Tacoma third in US in construction employment growth
Commercial and governmental building projects in the Puget Sound area helped propel the Tacoma into the top rank of construction employment hot spots in the country this year, a new study reveals.
The Tacoma-Lakewood area ranked third in the nation in construction employment growth over the 12 months ending in November, new figures from the Associated General Contractors of America reveal.
The Tacoma area added 3,400 construction jobs from November 2014 through November 2015. That’s an 18 percent increase over the the 18,900 construction workers employed a year earlier in Pierce County.
The Tacoma area’s increase in jobs exceeded even the Seattle area’s increase of 2,800 jobs or a 3 percent increase. The state’s largest city and its metropolitan area including Bellevue and Everett, however, counted 85,200 workers employed in construction compared with the Tacoma area’s 22,300.
The Tacoma area’s construction job percentage increase was exceeded only by Weirton-Stuebenville, West Virginia-Ohio with a 50 percent increase and Boise, Idaho, where the employed construction workforce jumped by 19 percent. The Weirton-Stuebenville increase, 800 jobs, came on a much smaller base of jobs than Tacoma’s.
Four Pacific Northwest metropolitan areas, Tacoma and Wenatchee in Washington and Boise and Coeur d’Alene in Idaho, were among the top 10 areas nationwide in construction job percentage gains, according to the AGC.
Nationwide, 190 of the 358 metropolitan areas studied by the AGC saw construction employment increase from November 2014 to November 2015.
Tim Attebery, director of the Associated General Contractors of Washington’s southern division office in Fife, said that while construction activity in Pierce County is healthy, the boom in commercial construction in the Seattle and Bellevue areas also is driving construction employment increases in Pierce County when Pierce County workers commute to King County to help fill construction job vacancies.
“Construction activity in Western Washington is much healthier than in much of the rest of the country,” he said.
By some accounts, high-rise construction in downtown Seattle is third only to New York and San Francisco, he said. Seattle may pass San Francisco in active projects next year if work begins at a majority of the planned buildings in the Emerald City.
Employment Security Department regional economist Jim Vleming said active Pierce County road and military construction projects also are driving the higher employment numbers.
“I expect the pace will continue in 2016,” he said, as new highway and industrial projects begin in the South Sound.
Even with higher construction employment, Pierce County still lags the state and King County in unemployment. The county had an unemployment rate of 5.7 percent in November compared with 5.3 percent for the state and 4.6 percent for King County. All figures are not seasonally adjusted.
An economist who studied the region’s construction activity for the AGC predicted a 10 percent increase in that activity in 2016 after a 12 percent jump in 2015, said Attebery.
Attebery said the construction of a planned methanol plant on the Tacoma Tideflats could bring another boost to local construction employment. Northwest Innovation Works, a Chinese-backed company, has said it will spend some $3.4 billion building a plant to convert natural gas to methanol. The plant’s site at the head of the Port of Tacoma’s Blair Waterway was once the site of a Kaiser aluminum smelter.
Construction on the first phase of the plant is scheduled to begin in the third quarter of 2017. At its peak, the construction project will employ 1,000 workers, the company said. The first phase of the plant is scheduled to open in 2020 and the second phase about a year later.
The state’s new transportation expansion plan could also ramp up construction activity, said construction industry officials. Part of that plan is to complete state Route 167 from Puyallup to Interstate 5 and the Tacoma Tideflats. The state has already purchased much of the right-of-way for the project and has finished preliminary planning.
Attebery said the construction boom is beginning to put a strain on the supply of skilled construction workers. “The No. 1 problem is the lack of bodies,” he said.
Unions and construction companies are reaching out to young workers to get them to enter the construction trades, but the results have been disappointing.
“If you’re in your 20s you can work in retail and earn $10 an hour, or you can become an apprentice in construction and earn $25 an hour,” he said. Fully qualified construction workers in some trades make up to $45 an hour, he said.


Nothing but a verbatim copy of the data, minus the images, should be returned.

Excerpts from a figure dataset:
☆ ☆ ☆ ☆
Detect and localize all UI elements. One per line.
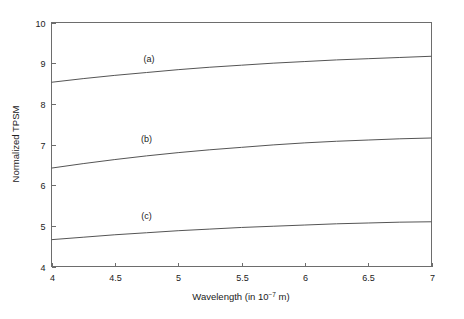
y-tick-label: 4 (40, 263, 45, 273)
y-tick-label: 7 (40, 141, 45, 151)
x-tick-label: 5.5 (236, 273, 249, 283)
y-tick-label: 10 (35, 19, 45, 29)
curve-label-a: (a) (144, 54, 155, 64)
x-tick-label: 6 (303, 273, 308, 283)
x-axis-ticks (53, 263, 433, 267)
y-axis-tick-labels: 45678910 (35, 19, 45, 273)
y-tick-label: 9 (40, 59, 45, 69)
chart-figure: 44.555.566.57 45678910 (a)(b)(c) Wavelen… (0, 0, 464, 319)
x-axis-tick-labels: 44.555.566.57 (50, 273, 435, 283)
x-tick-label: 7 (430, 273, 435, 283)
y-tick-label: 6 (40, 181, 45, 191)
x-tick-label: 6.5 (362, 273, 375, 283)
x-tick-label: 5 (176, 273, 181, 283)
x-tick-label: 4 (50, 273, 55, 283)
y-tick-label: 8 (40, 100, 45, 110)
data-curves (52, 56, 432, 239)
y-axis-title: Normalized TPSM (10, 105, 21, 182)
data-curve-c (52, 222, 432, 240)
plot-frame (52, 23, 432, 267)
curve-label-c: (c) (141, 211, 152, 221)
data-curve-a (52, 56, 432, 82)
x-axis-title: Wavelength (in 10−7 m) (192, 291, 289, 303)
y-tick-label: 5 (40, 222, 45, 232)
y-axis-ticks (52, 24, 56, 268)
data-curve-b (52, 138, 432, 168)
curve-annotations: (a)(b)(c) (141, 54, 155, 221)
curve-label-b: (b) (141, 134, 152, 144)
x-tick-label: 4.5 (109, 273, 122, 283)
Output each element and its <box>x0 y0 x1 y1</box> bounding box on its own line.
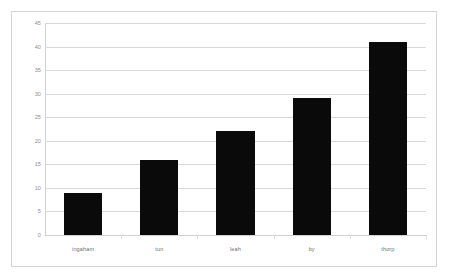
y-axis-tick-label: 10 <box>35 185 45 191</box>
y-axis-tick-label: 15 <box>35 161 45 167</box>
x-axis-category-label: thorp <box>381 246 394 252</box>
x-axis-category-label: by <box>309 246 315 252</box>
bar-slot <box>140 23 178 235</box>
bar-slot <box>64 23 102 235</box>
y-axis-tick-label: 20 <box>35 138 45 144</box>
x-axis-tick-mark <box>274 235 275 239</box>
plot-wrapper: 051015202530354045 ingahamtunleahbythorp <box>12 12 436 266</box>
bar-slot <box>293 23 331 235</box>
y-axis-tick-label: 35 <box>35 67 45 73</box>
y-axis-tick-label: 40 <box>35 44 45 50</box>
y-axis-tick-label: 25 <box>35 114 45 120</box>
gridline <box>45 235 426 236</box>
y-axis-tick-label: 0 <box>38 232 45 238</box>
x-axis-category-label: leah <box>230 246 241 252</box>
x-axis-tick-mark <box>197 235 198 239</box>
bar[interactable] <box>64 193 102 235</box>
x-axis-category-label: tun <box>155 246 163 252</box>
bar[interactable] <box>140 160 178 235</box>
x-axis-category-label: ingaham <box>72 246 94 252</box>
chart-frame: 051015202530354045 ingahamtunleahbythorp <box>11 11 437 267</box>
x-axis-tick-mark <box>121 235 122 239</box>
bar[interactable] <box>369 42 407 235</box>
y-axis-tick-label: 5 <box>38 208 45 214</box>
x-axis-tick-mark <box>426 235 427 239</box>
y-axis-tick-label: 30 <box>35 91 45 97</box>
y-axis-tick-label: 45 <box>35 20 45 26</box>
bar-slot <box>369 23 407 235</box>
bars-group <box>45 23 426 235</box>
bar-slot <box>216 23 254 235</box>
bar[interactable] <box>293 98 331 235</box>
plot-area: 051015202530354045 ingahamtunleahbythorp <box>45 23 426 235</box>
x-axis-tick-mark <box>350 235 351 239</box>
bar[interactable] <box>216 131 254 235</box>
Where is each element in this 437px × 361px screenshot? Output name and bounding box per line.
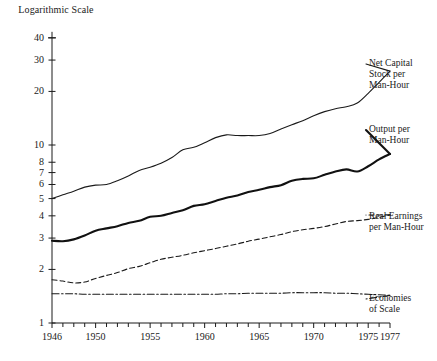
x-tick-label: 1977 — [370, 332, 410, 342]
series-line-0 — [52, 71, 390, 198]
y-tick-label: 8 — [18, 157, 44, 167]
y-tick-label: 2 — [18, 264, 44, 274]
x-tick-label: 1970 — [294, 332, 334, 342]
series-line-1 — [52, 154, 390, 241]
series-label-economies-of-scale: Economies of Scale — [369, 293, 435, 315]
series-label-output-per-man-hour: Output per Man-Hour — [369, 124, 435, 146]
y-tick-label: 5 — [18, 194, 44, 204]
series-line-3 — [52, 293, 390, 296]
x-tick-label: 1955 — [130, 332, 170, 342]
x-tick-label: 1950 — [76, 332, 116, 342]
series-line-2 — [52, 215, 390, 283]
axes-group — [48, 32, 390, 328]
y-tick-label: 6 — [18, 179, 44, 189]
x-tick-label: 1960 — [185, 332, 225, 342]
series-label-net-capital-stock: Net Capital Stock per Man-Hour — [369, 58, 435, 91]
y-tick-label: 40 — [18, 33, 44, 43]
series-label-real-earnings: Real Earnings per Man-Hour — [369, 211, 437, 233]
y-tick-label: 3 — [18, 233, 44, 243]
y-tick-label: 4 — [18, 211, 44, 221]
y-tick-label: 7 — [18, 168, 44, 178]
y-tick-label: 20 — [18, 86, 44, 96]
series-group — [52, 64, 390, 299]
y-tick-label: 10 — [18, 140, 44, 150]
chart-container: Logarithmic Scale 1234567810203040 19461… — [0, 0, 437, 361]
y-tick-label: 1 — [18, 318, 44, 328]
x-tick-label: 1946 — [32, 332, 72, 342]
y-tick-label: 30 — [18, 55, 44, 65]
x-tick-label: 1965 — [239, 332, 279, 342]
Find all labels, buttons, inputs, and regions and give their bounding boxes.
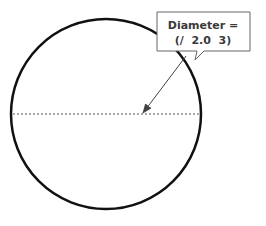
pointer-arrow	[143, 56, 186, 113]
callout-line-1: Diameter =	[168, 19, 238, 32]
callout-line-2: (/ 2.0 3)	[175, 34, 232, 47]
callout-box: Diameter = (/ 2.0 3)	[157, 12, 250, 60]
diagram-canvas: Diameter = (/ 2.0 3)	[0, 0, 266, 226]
☆ ☆ ☆ ☆
Result of this exercise:
Detect and localize all UI elements. One per line.
y-tick-label: 4 (40, 263, 45, 273)
y-tick-label: 7 (40, 141, 45, 151)
x-tick-label: 5.5 (236, 273, 249, 283)
y-tick-label: 10 (35, 19, 45, 29)
curve-label-a: (a) (144, 54, 155, 64)
x-tick-label: 6 (303, 273, 308, 283)
x-axis-ticks (53, 263, 433, 267)
y-axis-tick-labels: 45678910 (35, 19, 45, 273)
y-tick-label: 9 (40, 59, 45, 69)
chart-figure: 44.555.566.57 45678910 (a)(b)(c) Wavelen… (0, 0, 464, 319)
x-axis-tick-labels: 44.555.566.57 (50, 273, 435, 283)
x-tick-label: 7 (430, 273, 435, 283)
y-tick-label: 6 (40, 181, 45, 191)
x-tick-label: 6.5 (362, 273, 375, 283)
x-tick-label: 5 (176, 273, 181, 283)
x-tick-label: 4 (50, 273, 55, 283)
y-tick-label: 8 (40, 100, 45, 110)
data-curves (52, 56, 432, 239)
y-axis-title: Normalized TPSM (10, 105, 21, 182)
data-curve-c (52, 222, 432, 240)
plot-frame (52, 23, 432, 267)
curve-label-c: (c) (141, 211, 152, 221)
data-curve-a (52, 56, 432, 82)
x-axis-title: Wavelength (in 10−7 m) (192, 291, 289, 303)
y-tick-label: 5 (40, 222, 45, 232)
y-axis-ticks (52, 24, 56, 268)
data-curve-b (52, 138, 432, 168)
curve-annotations: (a)(b)(c) (141, 54, 155, 221)
curve-label-b: (b) (141, 134, 152, 144)
x-tick-label: 4.5 (109, 273, 122, 283)
Output each element and its <box>x0 y0 x1 y1</box> bounding box on its own line.
y-axis-tick-label: 10 <box>35 185 45 191</box>
y-axis-tick-label: 15 <box>35 161 45 167</box>
x-axis-category-label: thorp <box>381 246 394 252</box>
x-axis-category-label: by <box>309 246 315 252</box>
bar-slot <box>140 23 178 235</box>
bar-slot <box>64 23 102 235</box>
y-axis-tick-label: 20 <box>35 138 45 144</box>
x-axis-tick-mark <box>274 235 275 239</box>
plot-wrapper: 051015202530354045 ingahamtunleahbythorp <box>12 12 436 266</box>
bar-slot <box>293 23 331 235</box>
y-axis-tick-label: 35 <box>35 67 45 73</box>
y-axis-tick-label: 40 <box>35 44 45 50</box>
y-axis-tick-label: 25 <box>35 114 45 120</box>
gridline <box>45 235 426 236</box>
y-axis-tick-label: 0 <box>38 232 45 238</box>
x-axis-category-label: leah <box>230 246 241 252</box>
x-axis-tick-mark <box>197 235 198 239</box>
bar[interactable] <box>64 193 102 235</box>
x-axis-category-label: tun <box>155 246 163 252</box>
bar[interactable] <box>140 160 178 235</box>
x-axis-category-label: ingaham <box>72 246 94 252</box>
chart-frame: 051015202530354045 ingahamtunleahbythorp <box>11 11 437 267</box>
x-axis-tick-mark <box>121 235 122 239</box>
bar[interactable] <box>369 42 407 235</box>
y-axis-tick-label: 5 <box>38 208 45 214</box>
x-axis-tick-mark <box>426 235 427 239</box>
y-axis-tick-label: 30 <box>35 91 45 97</box>
y-axis-tick-label: 45 <box>35 20 45 26</box>
bar-slot <box>369 23 407 235</box>
bars-group <box>45 23 426 235</box>
bar-slot <box>216 23 254 235</box>
bar[interactable] <box>293 98 331 235</box>
plot-area: 051015202530354045 ingahamtunleahbythorp <box>45 23 426 235</box>
x-axis-tick-mark <box>350 235 351 239</box>
bar[interactable] <box>216 131 254 235</box>
Where is each element in this 437px × 361px screenshot? Output name and bounding box per line.
x-tick-label: 1977 — [370, 332, 410, 342]
series-line-0 — [52, 71, 390, 198]
y-tick-label: 8 — [18, 157, 44, 167]
y-tick-label: 2 — [18, 264, 44, 274]
x-tick-label: 1970 — [294, 332, 334, 342]
series-line-1 — [52, 154, 390, 241]
series-label-economies-of-scale: Economies of Scale — [369, 293, 435, 315]
series-label-output-per-man-hour: Output per Man-Hour — [369, 124, 435, 146]
y-tick-label: 5 — [18, 194, 44, 204]
series-line-3 — [52, 293, 390, 296]
x-tick-label: 1955 — [130, 332, 170, 342]
x-tick-label: 1950 — [76, 332, 116, 342]
series-line-2 — [52, 215, 390, 283]
axes-group — [48, 32, 390, 328]
y-tick-label: 6 — [18, 179, 44, 189]
x-tick-label: 1960 — [185, 332, 225, 342]
series-label-net-capital-stock: Net Capital Stock per Man-Hour — [369, 58, 435, 91]
y-tick-label: 40 — [18, 33, 44, 43]
series-label-real-earnings: Real Earnings per Man-Hour — [369, 211, 437, 233]
y-tick-label: 3 — [18, 233, 44, 243]
y-tick-label: 4 — [18, 211, 44, 221]
y-tick-label: 7 — [18, 168, 44, 178]
y-tick-label: 20 — [18, 86, 44, 96]
series-group — [52, 64, 390, 299]
y-tick-label: 10 — [18, 140, 44, 150]
chart-container: Logarithmic Scale 1234567810203040 19461… — [0, 0, 437, 361]
y-tick-label: 1 — [18, 318, 44, 328]
x-tick-label: 1946 — [32, 332, 72, 342]
y-tick-label: 30 — [18, 55, 44, 65]
x-tick-label: 1965 — [239, 332, 279, 342]
Find all labels, buttons, inputs, and regions and give their bounding boxes.
pointer-arrow	[143, 56, 186, 113]
callout-line-1: Diameter =	[168, 19, 238, 32]
callout-line-2: (/ 2.0 3)	[175, 34, 232, 47]
callout-box: Diameter = (/ 2.0 3)	[157, 12, 250, 60]
diagram-canvas: Diameter = (/ 2.0 3)	[0, 0, 266, 226]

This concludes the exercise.